Walking Through
Artist
James Surls
MediumCarved pine
Dimensions130 x 55 x 45 in. (330.2 x 139.7 x 114.3 cm)
ClassificationsSculpture
Credit LineSeattle City Light 1% for Art Portable Works Collection
Surls, a muscular farm dweller from Splendora, Texas, works with whole branches and roots, artfully pegged and jointed together so their knotty, straight-from-the-ground appearance is kept even as they turn into parodies of the human figure…they posture and writhe on point with a sort of evilly humorous grace; they summon up nursery horrors, tree demons, swamp critters. They have some of the charged, crude intensity of New Mexican santos.
Surls is a good craftsman who does not make a parade of technique.
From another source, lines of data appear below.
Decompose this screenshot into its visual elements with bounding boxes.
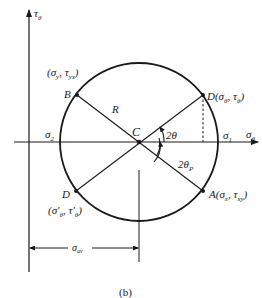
tau-axis: τθ [29,7,42,272]
label-2theta: 2θ [166,129,178,141]
point-C [137,140,142,145]
label-point-D: D(σθ, τθ) [206,90,244,105]
point-B [75,93,79,97]
sigma-axis-label: σθ [246,128,255,143]
label-C: C [132,125,141,139]
figure-caption: (b) [119,286,132,298]
point-A [201,189,205,193]
point-D [201,93,205,97]
label-Dprime-coords: (σ′θ, τ′θ) [48,204,82,219]
mohr-circle-diagram: τθ σθ C R 2θ 2θP σ1 σ2 D(σθ, τθ) B (σy, … [0,0,262,298]
label-sigma2: σ2 [45,128,54,143]
arc-2thetaP-arrow [154,142,160,162]
label-point-Dprime: D [61,188,70,200]
label-sigma-av: σav [72,242,83,254]
label-B-coords: (σy, τyx) [47,66,79,81]
label-2thetaP: 2θP [178,158,194,173]
point-Dprime [74,189,78,193]
label-point-B: B [64,88,71,100]
tau-axis-label: τθ [34,7,42,22]
label-radius: R [111,103,119,115]
sigma-av-dimension: σav [30,170,139,262]
arc-2theta [160,127,164,142]
label-point-A: A(σx, τxy) [208,188,248,203]
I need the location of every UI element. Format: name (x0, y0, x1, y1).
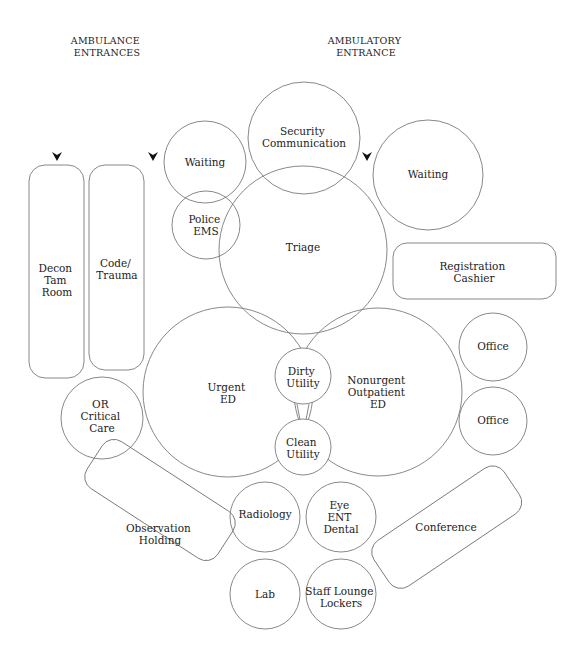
svg-text:OR Critical Care: OR Critical Care (81, 398, 124, 434)
room-conference[interactable]: Conference (366, 460, 527, 593)
svg-text:Security Communication: Security Communication (262, 125, 346, 149)
room-dirty-utility[interactable]: Dirty Utility (275, 348, 331, 404)
room-staff-lounge-lockers[interactable]: Staff Lounge Lockers (305, 559, 377, 629)
svg-text:Dirty Utility: Dirty Utility (286, 365, 319, 389)
svg-text:Police EMS: Police EMS (188, 213, 223, 237)
ambulatory-entrance-header: AMBULATORY ENTRANCE (327, 35, 405, 58)
svg-text:Urgent ED: Urgent ED (207, 381, 248, 405)
svg-text:Staff Lounge Lockers: Staff Lounge Lockers (305, 585, 377, 609)
svg-text:Observation Holding: Observation Holding (126, 522, 194, 546)
svg-text:Waiting: Waiting (408, 168, 449, 180)
svg-text:Radiology: Radiology (238, 508, 291, 520)
room-registration-cashier[interactable]: Registration Cashier (393, 243, 556, 299)
svg-text:Office: Office (477, 340, 509, 352)
svg-text:Registration Cashier: Registration Cashier (439, 260, 508, 284)
room-observation-holding[interactable]: Observation Holding (79, 434, 240, 566)
svg-text:Nonurgent Outpatient: Nonurgent Outpatient ED (347, 374, 408, 410)
svg-text:Clean Utility: Clean Utility (286, 436, 320, 460)
room-decon-tam-room[interactable]: Decon Decon Tam Room (29, 165, 84, 378)
room-radiology[interactable]: Radiology (230, 482, 300, 552)
utility-connector (297, 404, 309, 420)
svg-text:Waiting: Waiting (185, 156, 226, 168)
room-security-communication[interactable]: Security Communication (248, 82, 360, 194)
room-police-ems[interactable]: Police EMS (172, 191, 240, 259)
room-office-2[interactable]: Office (459, 387, 527, 455)
svg-text:Decon Tam Room: Decon Tam Room (39, 262, 76, 298)
svg-text:Lab: Lab (255, 588, 275, 600)
svg-text:Code/ Trauma: Code/ Trauma (96, 257, 137, 281)
room-waiting-right[interactable]: Waiting (373, 120, 483, 230)
arrowhead-down-icon (362, 152, 372, 161)
room-code-trauma[interactable]: Code/ Trauma (89, 165, 144, 370)
ambulance-entrances-header: AMBULANCE ENTRANCES (70, 35, 143, 58)
room-eye-ent-dental[interactable]: Eye ENT Dental (306, 482, 376, 552)
arrowhead-down-icon (52, 152, 62, 161)
room-office-1[interactable]: Office (459, 313, 527, 381)
svg-text:Conference: Conference (415, 521, 476, 533)
svg-text:Office: Office (477, 414, 509, 426)
arrowhead-down-icon (148, 152, 158, 161)
room-lab[interactable]: Lab (230, 559, 300, 629)
svg-text:Eye ENT Dental: Eye ENT Dental (323, 499, 359, 535)
ed-bubble-diagram: AMBULANCE ENTRANCES AMBULATORY ENTRANCE … (0, 0, 585, 662)
room-clean-utility[interactable]: Clean Utility (275, 419, 331, 475)
svg-text:Triage: Triage (286, 241, 321, 253)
He lacks laconic effects – nothing too beautiful; storytelling rather than elocution. His preferred tools are the chain saw, the ax and the blowtorch, with which he 'paints' areas of sooty shadow into the wood. The scorching makes his pieces look even more like visitors from Down Below. You can laugh at the devil, but not too hard or long. - Robert Hughes, Time Magazine, April 2, 1984.
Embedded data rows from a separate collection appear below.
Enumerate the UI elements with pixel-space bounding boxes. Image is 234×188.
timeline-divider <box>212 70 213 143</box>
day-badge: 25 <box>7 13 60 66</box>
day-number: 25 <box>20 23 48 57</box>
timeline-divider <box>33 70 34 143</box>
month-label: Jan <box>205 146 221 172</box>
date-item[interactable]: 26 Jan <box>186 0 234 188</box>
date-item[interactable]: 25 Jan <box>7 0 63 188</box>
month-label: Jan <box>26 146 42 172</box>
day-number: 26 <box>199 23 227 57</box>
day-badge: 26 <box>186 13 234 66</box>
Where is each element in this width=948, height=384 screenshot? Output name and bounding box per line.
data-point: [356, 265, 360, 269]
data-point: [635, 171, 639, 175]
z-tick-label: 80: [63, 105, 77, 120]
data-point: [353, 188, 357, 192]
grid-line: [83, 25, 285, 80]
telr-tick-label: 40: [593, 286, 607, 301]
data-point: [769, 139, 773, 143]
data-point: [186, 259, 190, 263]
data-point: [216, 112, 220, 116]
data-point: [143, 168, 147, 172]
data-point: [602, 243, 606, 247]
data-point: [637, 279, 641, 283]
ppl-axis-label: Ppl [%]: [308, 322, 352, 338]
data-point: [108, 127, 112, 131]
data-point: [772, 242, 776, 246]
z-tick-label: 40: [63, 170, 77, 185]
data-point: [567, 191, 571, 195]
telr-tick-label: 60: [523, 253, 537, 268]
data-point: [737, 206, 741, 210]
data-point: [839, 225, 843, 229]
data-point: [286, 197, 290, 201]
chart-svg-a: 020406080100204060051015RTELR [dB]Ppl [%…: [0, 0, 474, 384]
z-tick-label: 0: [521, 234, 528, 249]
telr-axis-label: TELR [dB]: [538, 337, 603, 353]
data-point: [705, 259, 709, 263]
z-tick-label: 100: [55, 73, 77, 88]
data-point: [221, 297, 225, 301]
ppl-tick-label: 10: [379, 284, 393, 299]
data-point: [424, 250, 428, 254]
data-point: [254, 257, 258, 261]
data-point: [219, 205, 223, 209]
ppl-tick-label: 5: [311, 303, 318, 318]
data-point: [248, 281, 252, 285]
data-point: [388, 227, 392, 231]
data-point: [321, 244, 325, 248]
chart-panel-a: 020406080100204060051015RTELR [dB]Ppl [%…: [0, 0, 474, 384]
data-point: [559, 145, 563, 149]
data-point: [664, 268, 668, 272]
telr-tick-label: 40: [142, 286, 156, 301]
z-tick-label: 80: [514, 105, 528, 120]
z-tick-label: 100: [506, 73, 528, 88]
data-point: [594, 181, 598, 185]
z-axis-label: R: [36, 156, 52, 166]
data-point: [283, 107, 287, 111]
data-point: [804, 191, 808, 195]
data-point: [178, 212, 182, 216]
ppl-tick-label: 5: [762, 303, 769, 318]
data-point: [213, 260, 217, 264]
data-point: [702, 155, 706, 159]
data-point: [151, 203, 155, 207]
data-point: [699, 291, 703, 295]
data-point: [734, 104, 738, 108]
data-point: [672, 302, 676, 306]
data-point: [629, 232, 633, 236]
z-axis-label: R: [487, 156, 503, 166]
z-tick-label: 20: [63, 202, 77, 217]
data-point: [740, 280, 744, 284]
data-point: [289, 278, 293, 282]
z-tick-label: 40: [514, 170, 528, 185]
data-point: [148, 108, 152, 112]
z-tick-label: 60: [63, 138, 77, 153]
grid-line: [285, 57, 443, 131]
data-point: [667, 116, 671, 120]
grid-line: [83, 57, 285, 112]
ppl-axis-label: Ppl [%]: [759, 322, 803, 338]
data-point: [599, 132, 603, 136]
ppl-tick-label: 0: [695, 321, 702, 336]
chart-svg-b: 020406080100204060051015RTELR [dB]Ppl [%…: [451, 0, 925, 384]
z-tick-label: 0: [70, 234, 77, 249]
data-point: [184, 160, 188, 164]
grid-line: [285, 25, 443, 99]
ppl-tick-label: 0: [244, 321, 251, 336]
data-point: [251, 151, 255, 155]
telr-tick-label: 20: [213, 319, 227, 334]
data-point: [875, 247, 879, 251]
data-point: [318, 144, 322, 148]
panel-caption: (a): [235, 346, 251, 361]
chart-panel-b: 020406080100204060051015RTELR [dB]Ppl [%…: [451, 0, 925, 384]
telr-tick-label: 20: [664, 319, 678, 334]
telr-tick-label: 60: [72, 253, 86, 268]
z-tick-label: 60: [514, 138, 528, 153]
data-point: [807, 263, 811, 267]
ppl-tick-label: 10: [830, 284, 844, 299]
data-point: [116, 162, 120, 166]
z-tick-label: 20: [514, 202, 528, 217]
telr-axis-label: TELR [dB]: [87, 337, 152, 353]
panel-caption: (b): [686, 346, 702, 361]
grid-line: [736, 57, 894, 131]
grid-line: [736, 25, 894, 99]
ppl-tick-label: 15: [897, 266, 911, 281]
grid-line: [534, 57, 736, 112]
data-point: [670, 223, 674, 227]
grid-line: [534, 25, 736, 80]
Surls is a good craftsman who does not make a parade of technique. He lacks laconic effects – nothing too beautiful; storytelling rather than elocution. His preferred tools are the chain saw, the ax and the blowtorch, with which he 'paints' areas of sooty shadow into the wood. The scorching makes his pieces look even more like visitors from Down Below. You can laugh at the devil, but not too hard or long. - Robert Hughes, Time Magazine, April 2, 1984.